Opposition parliamentarian Namal Rajapaksa on Friday accused the National People’s Power (NPP) government of misleading Tamil youth in the north for votes before turning around to arrest a young Tamil artist under the Prevention of Terrorism Act, EconomyNext reported.

The Sri Lanka Podujana Peramuna (SLPP) MP issued the statement after the arrest and remand of a 24-year-old singer from Kilinochchi over two songs allegedly glorifying the banned Liberation Tigers of Tamil Eelam (LTTE) at a Chavakachcheri concert on 31 May. The singer was produced before the Chavakachcheri Magistrate’s Court on 3 June and remanded until 17 June.

“During the last Local Government election campaign in the north, NPP-linked propaganda openly glorified the LTTE for political gain,” Rajapaksa said, citing a campaign song shared by NPP parliamentarians that he said had promoted a harbour named after Velupillai Parvathi Amma — the mother of LTTE leader Velupillai Prabhakaran — a statue of Prabhakaran, and claims that “the ideology of the National Leader and Anura Kumara Dissanayake are one and the same.”

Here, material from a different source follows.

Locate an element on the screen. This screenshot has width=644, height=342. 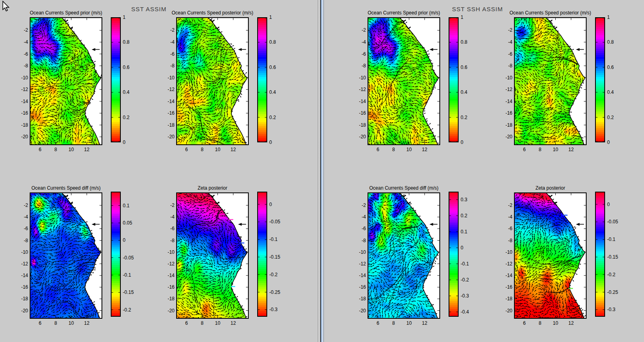
mouse-cursor-icon is located at coordinates (7, 7).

“Today, the same government is arresting a young Tamil artist under the PTA over alleged LTTE-related content,” Rajapaksa said. “So, who misled the youth in the North? It was the NPP, driven by its desire to secure Tamil nationalist votes.”

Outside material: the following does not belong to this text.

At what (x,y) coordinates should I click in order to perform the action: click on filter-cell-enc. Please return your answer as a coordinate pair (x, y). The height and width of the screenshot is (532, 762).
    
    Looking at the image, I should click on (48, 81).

He called the pattern “a dangerous double standard in politics: one narrative for the North and East and another for the South”, and said the young artist was a victim of the government’s own irresponsible political agenda. The MP urged that Tamil youth and all youth in the country must not continue to be misled by opportunistic politics.

Newswire had earlier carried a similar Rajapaksa statement on Thursday in which he said a Jaffna District NPP MP had openly shared LTTE-themed songs on social media without consequence, asking: “Where were the Police then? Where was the PTA then?” He acknowledged that the LTTE remains a banned terrorist organisation and that he does not support anyone glorifying it, but said accountability must apply equally.

Rajapaksa’s intervention is the first sustained opposition critique of the PTA from within the SLPP since the NPP came to power. It joins parallel criticism from Sarvajana Balaya MP Dilith Jayaweera, who on Friday called the government’s broader use of detention orders the most serious PTA abuse in Sri Lanka’s history. The NPP campaigned in opposition on a pledge not to use the PTA, citing the law’s history of misuse.